The fashionable move in education right now is to replace the teacher with a chatbot. Preply, the language-learning marketplace founded by Ukrainians and headquartered in Barcelona, just raised a $150 million Series D at a $1.2 billion valuation on the contrarian bet, keep the human tutor, and use AI to make them more effective rather than redundant.
The round was led by WestCap with Índico Capital Partners, bringing total funding to roughly $299 million. What makes it more than a vanity valuation is the financial turn underneath it: over the past year Preply became EBITDA-positive, which in the current climate is worth more than any unicorn label. The platform connects more than 100,000 tutors with learners across 180 countries in over 90 languages, with an AI “co-pilot” layer supporting the human instruction rather than replacing it.
Preply’s own research says 96% of learners consider a human tutor essential to their progress. That’s either a deep truth about how people learn, or the most convenient survey result a human-tutoring marketplace has ever commissioned. Possibly both.
The strategic clarity is the appealing part. As CEO Kirill Bigai puts it, the company is innovating “at the intersection of human tutoring and AI”, not at the expense of one or the other. In a category stampeding toward automation, choosing to defend the human element is a genuine point of view, and the EBITDA line suggests it’s also a profitable one.
The Barcelona base matters to the story too. Preply has become an anchor of the city’s 22@ innovation district, and its founders’ decision to build a global company from Southern Europe, rather than from the Bay Area, is precisely the kind of “stayed and won” arc this publication exists to document. A Ukrainian-founded, Barcelona-headquartered unicorn that’s profitable and growing is not a footnote in the European tech story.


Work order
Because the pictures are not wanted, reproduce the rest of the records below exactly as they stand.

Data supplied
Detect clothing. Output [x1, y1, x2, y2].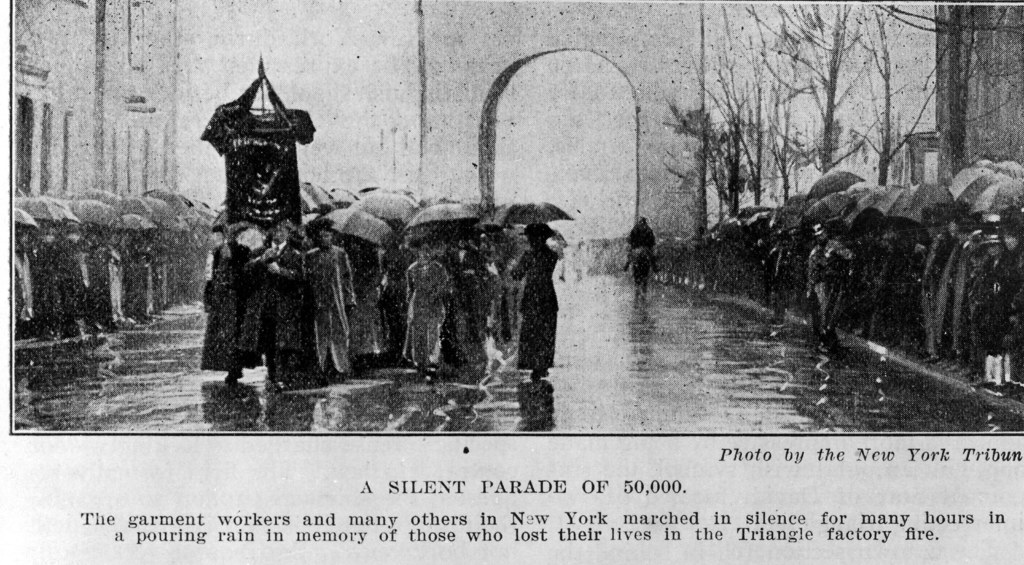
[153, 250, 173, 308].
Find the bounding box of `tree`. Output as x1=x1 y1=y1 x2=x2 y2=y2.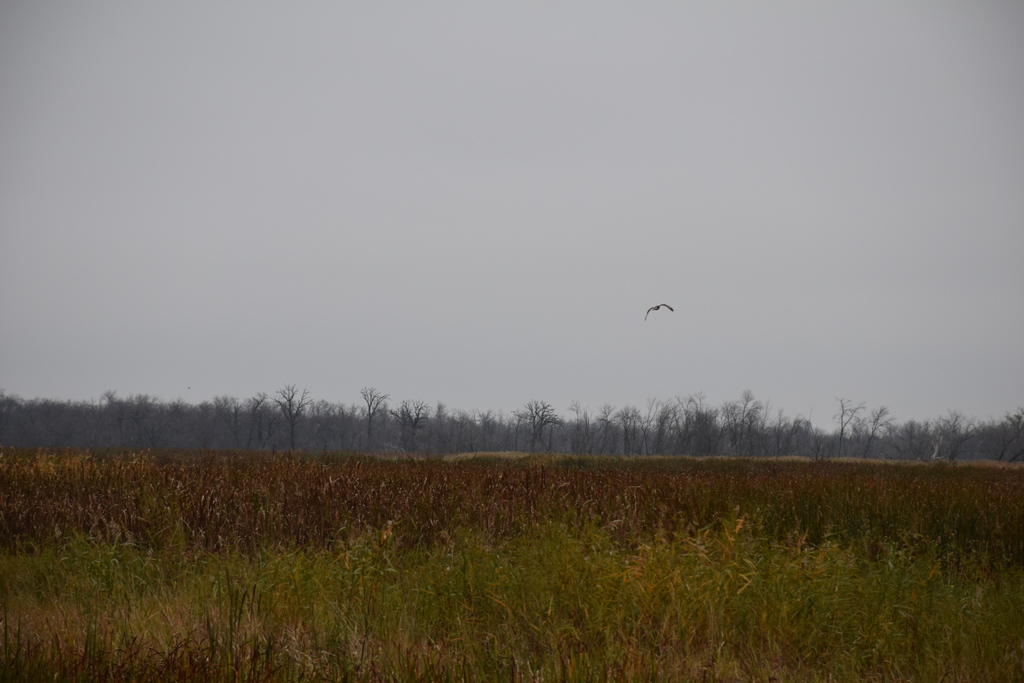
x1=234 y1=381 x2=325 y2=456.
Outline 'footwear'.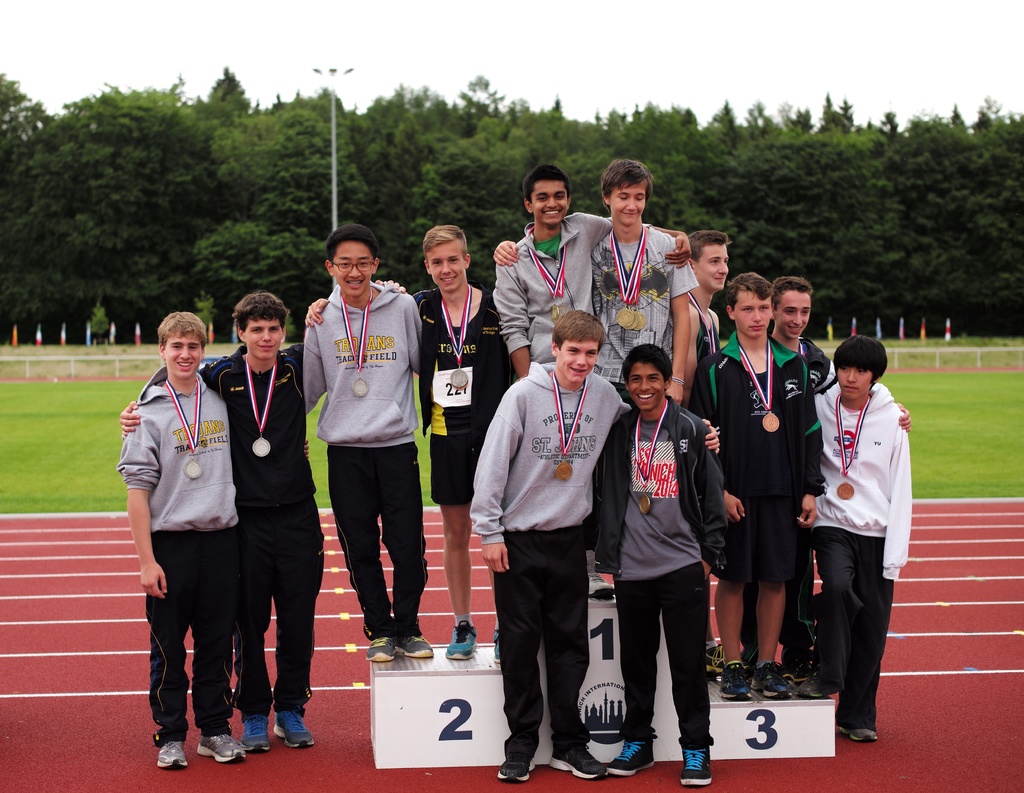
Outline: 271, 709, 311, 748.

Output for this exercise
Detect clothing. Output [x1, y1, x2, y2].
[153, 250, 173, 308].
Find the bounding box of `tree`. Output as x1=x1 y1=y1 x2=x2 y2=y2.
x1=234 y1=381 x2=325 y2=456.
Outline 'footwear'.
Outline: 271, 709, 311, 748.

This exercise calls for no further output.